QuoteProject
His morality is all sympathy, just what morality should be
Oscar Wilde
ShareWTF𝕏

Interpretation

What this quote means

The quote highlights the importance of sympathy in defining morality.

Oscar Wilde emphasizes that true morality stems from compassion and understanding for others. He suggests that morality is not a rigid set of rules but rather a reflection of one's empathetic connections to others, advocating for a more humane approach to ethical considerations.

Themes

MoralitySympathyCompassionEthics

In practice

Example use cases

In a discussion about ethical behavior at a community meeting.

More from Oscar Wilde

Everything is dangerous, my dear fellow. If it wasn't so, life wouldn't be worth living.
Oscar WildeRead
London is too full of fogs and serious people. Whether the fogs produce the serious people, or whether the serious people produce the fogs, I don't know.
Oscar WildeRead
When one has never heard a man's name in the course of one's life, it speaks volumes for him; he must be quite respectable.
Oscar WildeRead
Men always want to be a woman's first love - women like to be a man's last romance.
Oscar WildeRead
A truth ceases to be true when more than one person believes in it.
Oscar WildeRead
Intellectual generalities are always interesting, but generalities in morals mean absolutely nothing.
Oscar WildeRead

Similar quotes

We put pride into everything like salt. We like to see that our good works are known. If our virtues are seen, we are pleased; if our faults are perceived, we are sad. I remark that in a great many people; if one says anything to them, it disturbs them, it annoys them.

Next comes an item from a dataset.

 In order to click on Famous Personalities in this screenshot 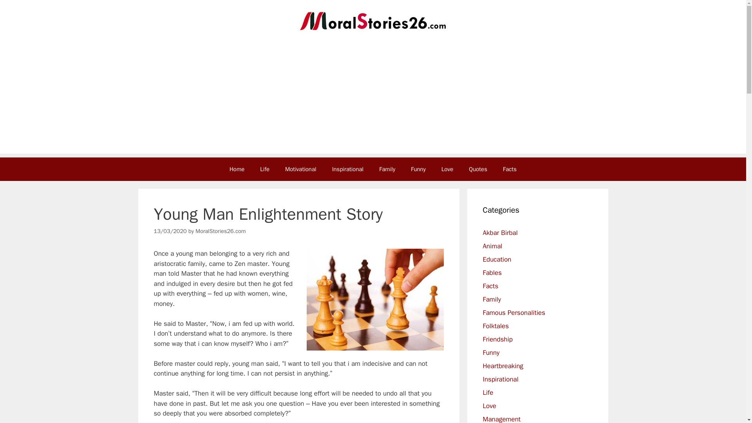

The saints were not like that - they were vexed if their virtues were known, and pleased that their imperfections should be seen.
John VianneyRead
Hill House, she thought, You're as hard to get into as heaven.
Shirley JacksonRead
It is the absence of facts that frightens people: the gap you open, into which they pour their fears, fantasies, desires.
Hilary MantelRead
The obligation of subjects to the sovereign is understood to last as long, and no longer, than the power lasteth by which he is able to protect them.
Thomas HobbesRead
My schedule for today lists a six-hour self-accusatory depression.
Philip K. DickRead
Why are we so attached to the severities of the past? Why are we so proud of having endured our fathers and our mothers, the fireless days and the meatless days, the cold winters and the sharp tongues? It's not as if we had a choice.